Custom vs. Template: An Honest Comparison for Small Businesses
When a $29/month Squarespace is the right call and when it's costing you more than it saves. A no-spin breakdown.
Every small-business owner hits this fork: pay $29/month for Squarespace and be online by Friday, or pay a developer a few thousand for something custom. I’m a developer, so you’d expect me to push custom every time. I don’t. Here’s when each one is actually right.
When a template platform is the right call
You genuinely need to be online this week
If a permit, a grand opening, or a marketing campaign drops in seven days, there’s no version of “custom” that ships in time. Use Squarespace, pick the nicest template in your industry, and ship.
You have no marketing budget
If every dollar matters and your business isn’t ready to pay for the site to work, a free WordPress theme is a fine placeholder. Spend your capital on ads and labor; upgrade the site once revenue is covering it.
You’ll update it daily yourself
Restaurants changing menus, event spaces posting calendars, bloggers pushing twice a week — a platform with a visual editor wins because the person doing the updating isn’t a developer.
When custom is worth the money
Your site is your #1 sales channel
Law firms, medical practices, high-ticket services, real estate, e-commerce. If most customers find you through the site and decide on the site, the site needs to convert. Template sites convert at industry baseline. Custom sites can be tuned 2-3x higher.
You need to rank competitively for SEO
Templates carry bloat. Bloat slows pages. Slow pages lose rankings. If there are ten competitors in your ZIP fighting for the same keywords, the fast custom site wins and the template sites don’t. I’ve watched it happen twice this year.
Your brand has to feel distinct
“Looking like every other dentist in Virginia” isn’t neutral — it’s negative. Trust is built in the first half-second of a page load, and visual familiarity breeds skepticism, not comfort. Custom lets your site look like your shop and no one else’s.
You’re ready to stop paying rent on your own site
Squarespace Business is $276/year, forever. Five years in you’ve paid $1,380 and you still don’t own anything. A custom site built right is an asset on the balance sheet. You can move it, change it, sell the business with it.
The honest math
| Factor | Template ($29/mo) | Custom ($3K one-time + $20/mo hosting) |
|---|---|---|
| 1-year cost | $348 | $3,240 |
| 5-year cost | $1,740 | $4,200 |
| Speed | 40–70 score | 95+ score |
| Conversion lift | Baseline | +50–150% typical |
| Ownership | Rented | Yours |
| Monthly revenue needed to break even vs template | — | +$241/mo |
If your site generates more than $241/month in revenue it wouldn’t have otherwise, custom pays for itself in year one and prints money from year two forward.
If it doesn’t — use the template. Save the capital. Come back in 18 months when revenue is steady and a better site can compound it.
There’s no moral superiority either way. Templates exist because they solve a real problem for a real set of businesses. Custom exists because past a certain scale, the math inverts. The wrong answer is paying a premium for custom when you aren’t ready — or staying on a template once you are.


● **Problem requirements**: Retype the entries word for word, leaving nothing out.

╭─ Records for this task

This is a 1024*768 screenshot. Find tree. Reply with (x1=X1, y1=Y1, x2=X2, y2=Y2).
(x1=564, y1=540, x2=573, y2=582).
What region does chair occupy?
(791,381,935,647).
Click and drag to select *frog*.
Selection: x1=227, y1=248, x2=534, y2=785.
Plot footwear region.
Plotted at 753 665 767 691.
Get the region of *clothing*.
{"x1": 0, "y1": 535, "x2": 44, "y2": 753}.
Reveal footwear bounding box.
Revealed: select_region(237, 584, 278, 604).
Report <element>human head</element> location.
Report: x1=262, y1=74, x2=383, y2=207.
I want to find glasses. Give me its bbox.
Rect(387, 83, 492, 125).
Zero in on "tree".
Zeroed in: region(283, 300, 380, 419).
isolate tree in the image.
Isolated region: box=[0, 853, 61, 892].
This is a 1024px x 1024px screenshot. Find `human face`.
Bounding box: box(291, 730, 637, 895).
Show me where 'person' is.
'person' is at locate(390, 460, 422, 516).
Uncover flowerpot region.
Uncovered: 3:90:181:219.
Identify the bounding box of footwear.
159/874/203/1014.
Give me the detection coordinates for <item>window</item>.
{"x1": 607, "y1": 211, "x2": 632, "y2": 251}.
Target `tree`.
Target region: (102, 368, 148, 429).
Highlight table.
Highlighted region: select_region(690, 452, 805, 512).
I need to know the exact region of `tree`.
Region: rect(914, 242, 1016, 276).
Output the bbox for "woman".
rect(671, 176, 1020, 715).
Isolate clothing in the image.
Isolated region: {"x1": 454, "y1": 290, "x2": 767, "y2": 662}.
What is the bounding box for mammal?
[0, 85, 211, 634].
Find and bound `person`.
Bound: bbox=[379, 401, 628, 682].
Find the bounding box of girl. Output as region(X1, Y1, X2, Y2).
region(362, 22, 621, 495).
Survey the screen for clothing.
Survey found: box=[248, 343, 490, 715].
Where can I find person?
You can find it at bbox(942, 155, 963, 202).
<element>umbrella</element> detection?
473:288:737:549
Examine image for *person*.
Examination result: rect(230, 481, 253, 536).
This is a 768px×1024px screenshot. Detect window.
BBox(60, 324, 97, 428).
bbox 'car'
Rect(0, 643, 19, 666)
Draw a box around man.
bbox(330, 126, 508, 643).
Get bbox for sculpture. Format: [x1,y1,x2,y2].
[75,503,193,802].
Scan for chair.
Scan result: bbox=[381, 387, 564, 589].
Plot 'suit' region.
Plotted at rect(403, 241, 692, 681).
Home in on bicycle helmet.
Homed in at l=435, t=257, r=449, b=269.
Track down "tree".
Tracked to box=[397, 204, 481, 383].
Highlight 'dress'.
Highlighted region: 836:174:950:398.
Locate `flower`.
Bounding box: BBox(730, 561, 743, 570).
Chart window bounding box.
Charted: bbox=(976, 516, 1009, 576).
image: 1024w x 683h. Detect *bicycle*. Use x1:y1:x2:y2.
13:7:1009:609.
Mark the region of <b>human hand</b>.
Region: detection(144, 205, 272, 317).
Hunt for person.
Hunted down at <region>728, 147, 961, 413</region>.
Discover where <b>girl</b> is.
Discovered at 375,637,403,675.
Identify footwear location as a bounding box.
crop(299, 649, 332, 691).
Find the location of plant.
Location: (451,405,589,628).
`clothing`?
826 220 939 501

╰─

● **Answer to the exercise**:
This is a 1024*768 screenshot. Find tree. Reply with (x1=X1, y1=Y1, x2=X2, y2=Y2).
(x1=564, y1=540, x2=573, y2=582).
What region does chair occupy?
(791,381,935,647).
Click and drag to select *frog*.
Selection: x1=227, y1=248, x2=534, y2=785.
Plot footwear region.
Plotted at 753 665 767 691.
Get the region of *clothing*.
{"x1": 0, "y1": 535, "x2": 44, "y2": 753}.
Reveal footwear bounding box.
Revealed: select_region(237, 584, 278, 604).
Report <element>human head</element> location.
Report: x1=262, y1=74, x2=383, y2=207.
I want to find glasses. Give me its bbox.
Rect(387, 83, 492, 125).
Zero in on "tree".
Zeroed in: region(283, 300, 380, 419).
isolate tree in the image.
Isolated region: box=[0, 853, 61, 892].
This is a 1024px x 1024px screenshot. Find `human face`.
Bounding box: box(291, 730, 637, 895).
Show me where 'person' is.
'person' is at locate(390, 460, 422, 516).
Uncover flowerpot region.
Uncovered: 3:90:181:219.
Identify the bounding box of footwear.
159/874/203/1014.
Give me the detection coordinates for <item>window</item>.
{"x1": 607, "y1": 211, "x2": 632, "y2": 251}.
Target `tree`.
Target region: (102, 368, 148, 429).
Highlight table.
Highlighted region: select_region(690, 452, 805, 512).
I need to know the exact region of `tree`.
Region: rect(914, 242, 1016, 276).
Output the bbox for "woman".
rect(671, 176, 1020, 715).
Isolate clothing in the image.
Isolated region: {"x1": 454, "y1": 290, "x2": 767, "y2": 662}.
What is the bounding box for mammal?
[0, 85, 211, 634].
Find and bound `person`.
Bound: bbox=[379, 401, 628, 682].
Find the bounding box of girl. Output as region(X1, Y1, X2, Y2).
region(362, 22, 621, 495).
Survey the screen for clothing.
Survey found: box=[248, 343, 490, 715].
Where can I find person?
You can find it at bbox(942, 155, 963, 202).
<element>umbrella</element> detection?
473:288:737:549
Examine image for *person*.
Examination result: rect(230, 481, 253, 536).
This is a 768px×1024px screenshot. Detect window.
BBox(60, 324, 97, 428).
bbox 'car'
Rect(0, 643, 19, 666)
Draw a box around man.
bbox(330, 126, 508, 643).
Get bbox for sculpture. Format: [x1,y1,x2,y2].
[75,503,193,802].
Scan for chair.
Scan result: bbox=[381, 387, 564, 589].
Plot 'suit' region.
Plotted at rect(403, 241, 692, 681).
Home in on bicycle helmet.
Homed in at l=435, t=257, r=449, b=269.
Track down "tree".
Tracked to box=[397, 204, 481, 383].
Highlight 'dress'.
Highlighted region: 836:174:950:398.
Locate `flower`.
Bounding box: BBox(730, 561, 743, 570).
Chart window bounding box.
Charted: bbox=(976, 516, 1009, 576).
image: 1024w x 683h. Detect *bicycle*. Use x1:y1:x2:y2.
13:7:1009:609.
Mark the region of <b>human hand</b>.
Region: detection(144, 205, 272, 317).
Hunt for person.
Hunted down at <region>728, 147, 961, 413</region>.
Discover where <b>girl</b> is.
Discovered at 375,637,403,675.
Identify footwear location as a bounding box.
crop(299, 649, 332, 691).
Find the location of plant.
Location: (451,405,589,628).
`clothing`?
826 220 939 501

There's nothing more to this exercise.